Cutting ties is no longer as easy as it used to be—but truthfully, we don’t really want it to be. As part of the social media generation who thrives off of the buzz online, we all crave knowing the latest news, gossip and trends before the next person. We have endless amounts of information filtering through our daily feeds and we can’t help but look. Well, stalk, more like.
Social Media Generation Lives in Cyber Reality
But why?
We are the generation who lives life through social media. We count Facebook friends as real-life friends, and gorge ourselves on information about the lives of people we haven’t talked to in years, knowing that they scroll through our homepage just as much. Even though these people aren’t our best friends, it’s likely that we know more about their lives through their posts, photos and comments than we are willing to admit. We just don’t want to miss out on anything…even at the cost of our own privacy.
Doesn’t something seem wrong about that?
The initial objective of Facebook was to grow the social network of college students on Harvard’s campus. Since Mark Zuckerberg founded Facebook in 2004, the enormously popular website has gained over 1.2 billion members ranging in age and nationality. It’s rare to meet someone in the social media generation who doesn’t have a Facebook profile…we all conform to the ‘norm’ of Facebook. We post photos with our friends, comment on people’s wall, join groups and receive invitations to events all via one social network. Pretty incredible, right?
The online trail we have created of our personal lives is frightening. And the scary part—it’ll never go away. In generations past if a photo appeared in print at a party there was a good chance it’d disappear without a trace. That is certainly not the case today. Anything we do online is forever embedded into the cyber-world with a great possibility of resurfacing at some point. Nothing spreads news faster through the web than word-of-mouth. The issue: sharing information with people whom we hardly even know. While we might attribute more ‘friends’ to popularity, we really should consider who we have given a key to see the open-book of our lives that we willingly posted online.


EXERCISE DETAILS :: What do the entries below say? Restate them word for word.

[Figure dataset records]
################

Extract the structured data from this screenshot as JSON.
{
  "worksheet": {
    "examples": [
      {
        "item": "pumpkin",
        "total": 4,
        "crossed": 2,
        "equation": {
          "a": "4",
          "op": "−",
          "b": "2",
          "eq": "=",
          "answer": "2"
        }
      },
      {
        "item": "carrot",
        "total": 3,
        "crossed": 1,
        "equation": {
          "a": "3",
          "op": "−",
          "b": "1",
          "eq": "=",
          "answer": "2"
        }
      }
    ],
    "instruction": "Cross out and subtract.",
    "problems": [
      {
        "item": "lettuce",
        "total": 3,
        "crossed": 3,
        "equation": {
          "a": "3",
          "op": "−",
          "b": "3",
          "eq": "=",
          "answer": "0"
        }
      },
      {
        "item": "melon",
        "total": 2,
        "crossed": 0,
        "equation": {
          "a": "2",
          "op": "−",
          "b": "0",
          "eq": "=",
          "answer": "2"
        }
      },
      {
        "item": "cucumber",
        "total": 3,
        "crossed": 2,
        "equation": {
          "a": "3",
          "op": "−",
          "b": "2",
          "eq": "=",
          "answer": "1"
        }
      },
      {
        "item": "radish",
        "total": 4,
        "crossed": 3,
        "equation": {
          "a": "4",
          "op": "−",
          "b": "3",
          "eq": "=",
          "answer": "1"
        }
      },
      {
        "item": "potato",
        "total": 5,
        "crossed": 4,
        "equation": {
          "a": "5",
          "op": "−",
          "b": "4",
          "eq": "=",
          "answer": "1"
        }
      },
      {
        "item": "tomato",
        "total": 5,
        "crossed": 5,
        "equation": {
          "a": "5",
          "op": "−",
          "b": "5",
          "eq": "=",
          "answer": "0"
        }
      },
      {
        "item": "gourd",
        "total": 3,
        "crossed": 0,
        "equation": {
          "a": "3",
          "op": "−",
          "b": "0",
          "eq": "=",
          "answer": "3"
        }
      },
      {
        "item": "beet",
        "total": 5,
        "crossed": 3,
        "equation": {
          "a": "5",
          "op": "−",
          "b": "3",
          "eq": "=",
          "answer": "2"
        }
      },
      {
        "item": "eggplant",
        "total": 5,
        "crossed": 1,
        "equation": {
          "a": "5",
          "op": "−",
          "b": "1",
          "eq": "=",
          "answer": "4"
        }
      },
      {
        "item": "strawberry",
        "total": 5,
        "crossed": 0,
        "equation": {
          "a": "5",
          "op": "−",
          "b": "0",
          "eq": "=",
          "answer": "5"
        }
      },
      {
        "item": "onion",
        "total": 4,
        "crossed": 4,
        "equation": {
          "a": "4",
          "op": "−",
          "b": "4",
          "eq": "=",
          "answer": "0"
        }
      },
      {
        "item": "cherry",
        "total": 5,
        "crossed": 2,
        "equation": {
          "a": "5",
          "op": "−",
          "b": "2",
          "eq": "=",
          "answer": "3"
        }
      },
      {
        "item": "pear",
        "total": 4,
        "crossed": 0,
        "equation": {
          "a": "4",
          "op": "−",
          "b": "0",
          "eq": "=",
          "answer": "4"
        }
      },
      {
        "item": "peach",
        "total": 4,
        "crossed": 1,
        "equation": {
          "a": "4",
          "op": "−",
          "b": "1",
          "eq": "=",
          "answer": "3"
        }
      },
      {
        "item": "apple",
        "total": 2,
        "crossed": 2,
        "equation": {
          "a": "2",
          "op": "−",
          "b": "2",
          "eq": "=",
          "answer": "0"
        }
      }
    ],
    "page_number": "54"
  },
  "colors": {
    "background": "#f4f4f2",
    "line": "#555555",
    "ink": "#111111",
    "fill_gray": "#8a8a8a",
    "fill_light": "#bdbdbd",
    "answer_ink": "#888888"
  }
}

################

RESULT ::
Extract the structured data from this screenshot as JSON.
{
  "worksheet": {
    "examples": [
      {
        "item": "pumpkin",
        "total": 4,
        "crossed": 2,
        "equation": {
          "a": "4",
          "op": "−",
          "b": "2",
          "eq": "=",
          "answer": "2"
        }
      },
      {
        "item": "carrot",
        "total": 3,
        "crossed": 1,
        "equation": {
          "a": "3",
          "op": "−",
          "b": "1",
          "eq": "=",
          "answer": "2"
        }
      }
    ],
    "instruction": "Cross out and subtract.",
    "problems": [
      {
        "item": "lettuce",
        "total": 3,
        "crossed": 3,
        "equation": {
          "a": "3",
          "op": "−",
          "b": "3",
          "eq": "=",
          "answer": "0"
        }
      },
      {
        "item": "melon",
        "total": 2,
        "crossed": 0,
        "equation": {
          "a": "2",
          "op": "−",
          "b": "0",
          "eq": "=",
          "answer": "2"
        }
      },
      {
        "item": "cucumber",
        "total": 3,
        "crossed": 2,
        "equation": {
          "a": "3",
          "op": "−",
          "b": "2",
          "eq": "=",
          "answer": "1"
        }
      },
      {
        "item": "radish",
        "total": 4,
        "crossed": 3,
        "equation": {
          "a": "4",
          "op": "−",
          "b": "3",
          "eq": "=",
          "answer": "1"
        }
      },
      {
        "item": "potato",
        "total": 5,
        "crossed": 4,
        "equation": {
          "a": "5",
          "op": "−",
          "b": "4",
          "eq": "=",
          "answer": "1"
        }
      },
      {
        "item": "tomato",
        "total": 5,
        "crossed": 5,
        "equation": {
          "a": "5",
          "op": "−",
          "b": "5",
          "eq": "=",
          "answer": "0"
        }
      },
      {
        "item": "gourd",
        "total": 3,
        "crossed": 0,
        "equation": {
          "a": "3",
          "op": "−",
          "b": "0",
          "eq": "=",
          "answer": "3"
        }
      },
      {
        "item": "beet",
        "total": 5,
        "crossed": 3,
        "equation": {
          "a": "5",
          "op": "−",
          "b": "3",
          "eq": "=",
          "answer": "2"
        }
      },
      {
        "item": "eggplant",
        "total": 5,
        "crossed": 1,
        "equation": {
          "a": "5",
          "op": "−",
          "b": "1",
          "eq": "=",
          "answer": "4"
        }
      },
      {
        "item": "strawberry",
        "total": 5,
        "crossed": 0,
        "equation": {
          "a": "5",
          "op": "−",
          "b": "0",
          "eq": "=",
          "answer": "5"
        }
      },
      {
        "item": "onion",
        "total": 4,
        "crossed": 4,
        "equation": {
          "a": "4",
          "op": "−",
          "b": "4",
          "eq": "=",
          "answer": "0"
        }
      },
      {
        "item": "cherry",
        "total": 5,
        "crossed": 2,
        "equation": {
          "a": "5",
          "op": "−",
          "b": "2",
          "eq": "=",
          "answer": "3"
        }
      },
      {
        "item": "pear",
        "total": 4,
        "crossed": 0,
        "equation": {
          "a": "4",
          "op": "−",
          "b": "0",
          "eq": "=",
          "answer": "4"
        }
      },
      {
        "item": "peach",
        "total": 4,
        "crossed": 1,
        "equation": {
          "a": "4",
          "op": "−",
          "b": "1",
          "eq": "=",
          "answer": "3"
        }
      },
      {
        "item": "apple",
        "total": 2,
        "crossed": 2,
        "equation": {
          "a": "2",
          "op": "−",
          "b": "2",
          "eq": "=",
          "answer": "0"
        }
      }
    ],
    "page_number": "54"
  },
  "colors": {
    "background": "#f4f4f2",
    "line": "#555555",
    "ink": "#111111",
    "fill_gray": "#8a8a8a",
    "fill_light": "#bdbdbd",
    "answer_ink": "#888888"
  }
}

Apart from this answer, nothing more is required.